(Stored data)
*****

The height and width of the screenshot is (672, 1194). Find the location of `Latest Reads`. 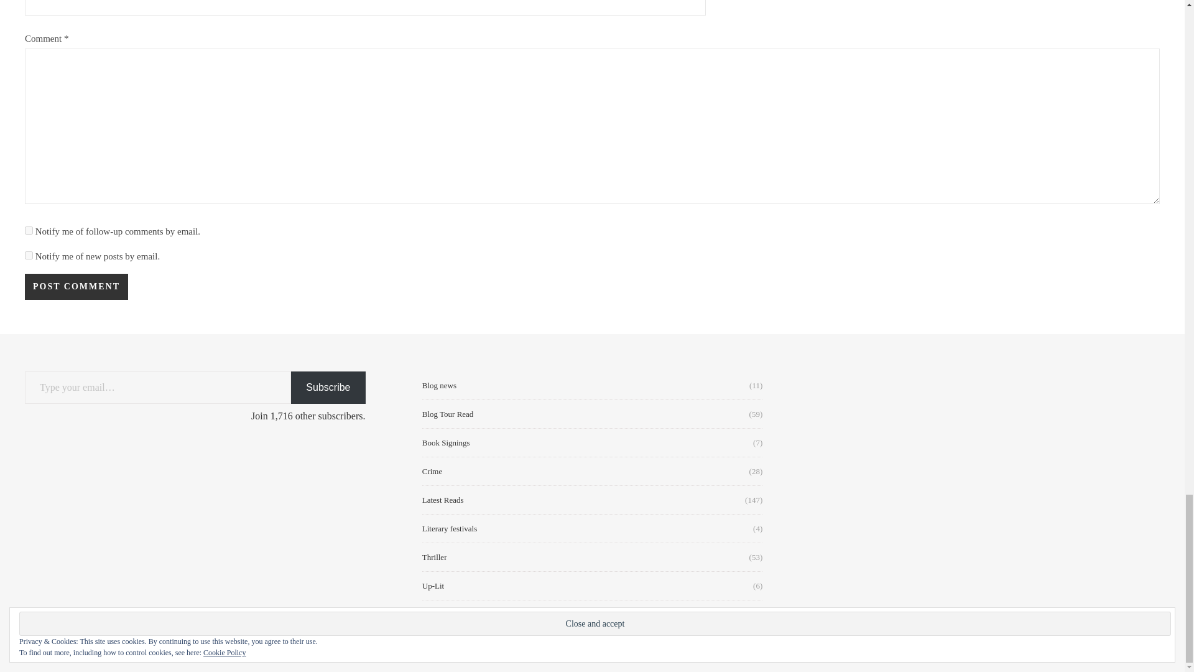

Latest Reads is located at coordinates (443, 500).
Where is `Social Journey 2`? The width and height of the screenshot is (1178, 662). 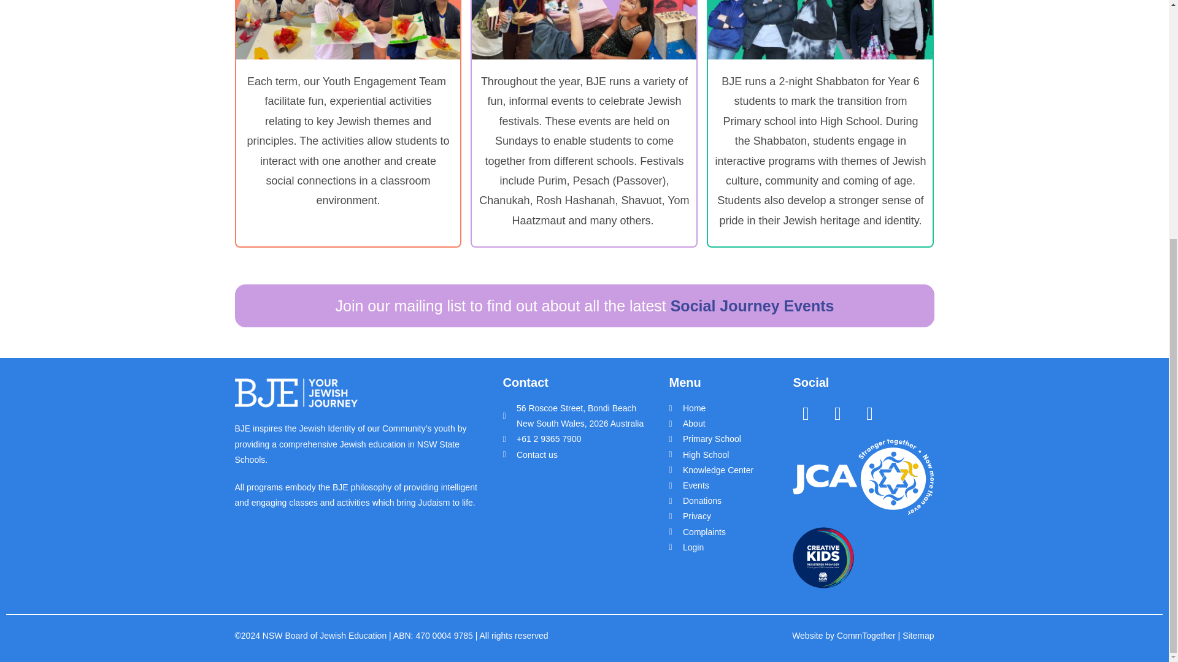 Social Journey 2 is located at coordinates (584, 29).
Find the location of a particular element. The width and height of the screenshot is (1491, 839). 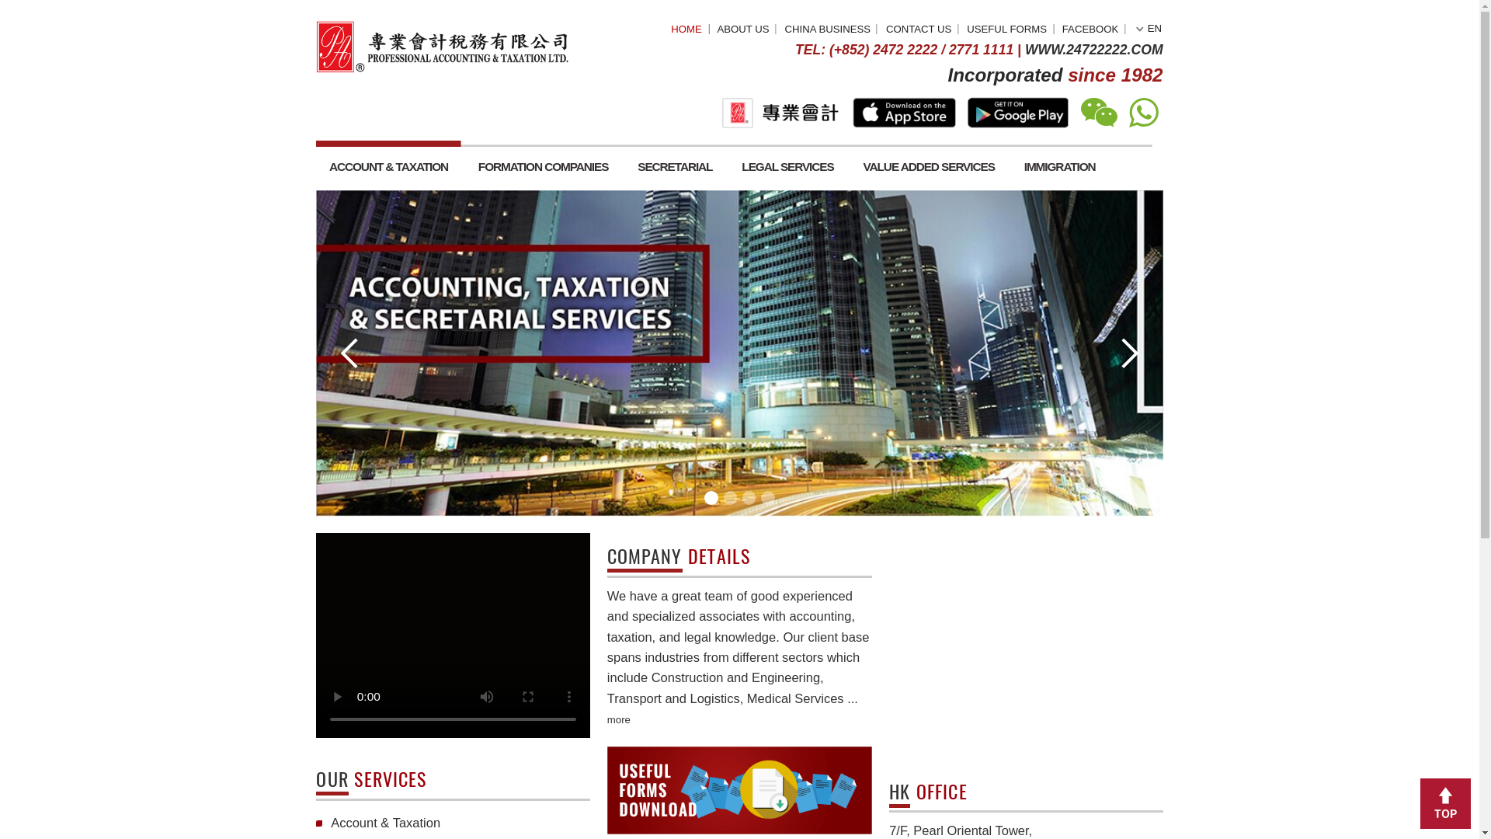

Account & Taxation is located at coordinates (350, 748).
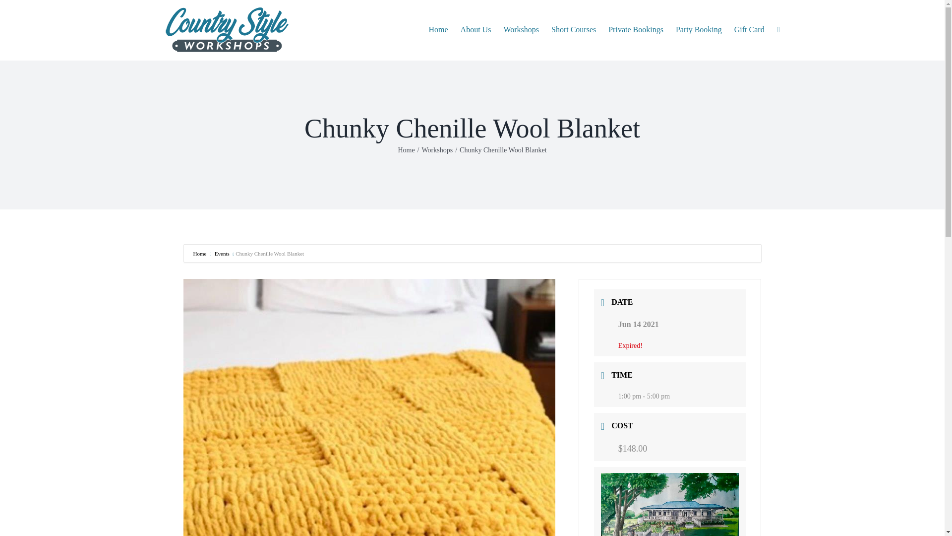 This screenshot has width=952, height=536. I want to click on Workshops, so click(437, 150).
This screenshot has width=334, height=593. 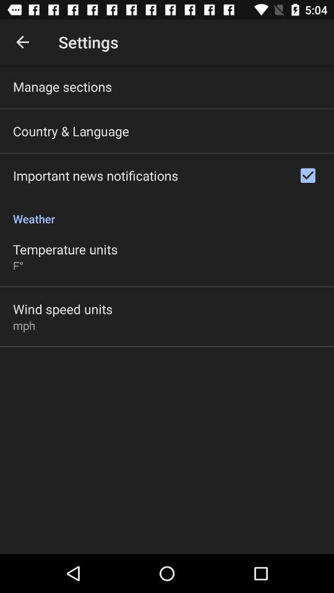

*****

→ **WORK TASK**: Retype exactly, please, the span from the line holding "Find the location of a" through the closing line of the data, both ends included, without the pictures.

→ **ANSWER TO THIS EXERCISE**:
Find the location of a particular element. The width and height of the screenshot is (1491, 839). 

Account & Taxation is located at coordinates (350, 748).
 This screenshot has width=952, height=536. I want to click on Workshops, so click(437, 150).
This screenshot has width=334, height=593. 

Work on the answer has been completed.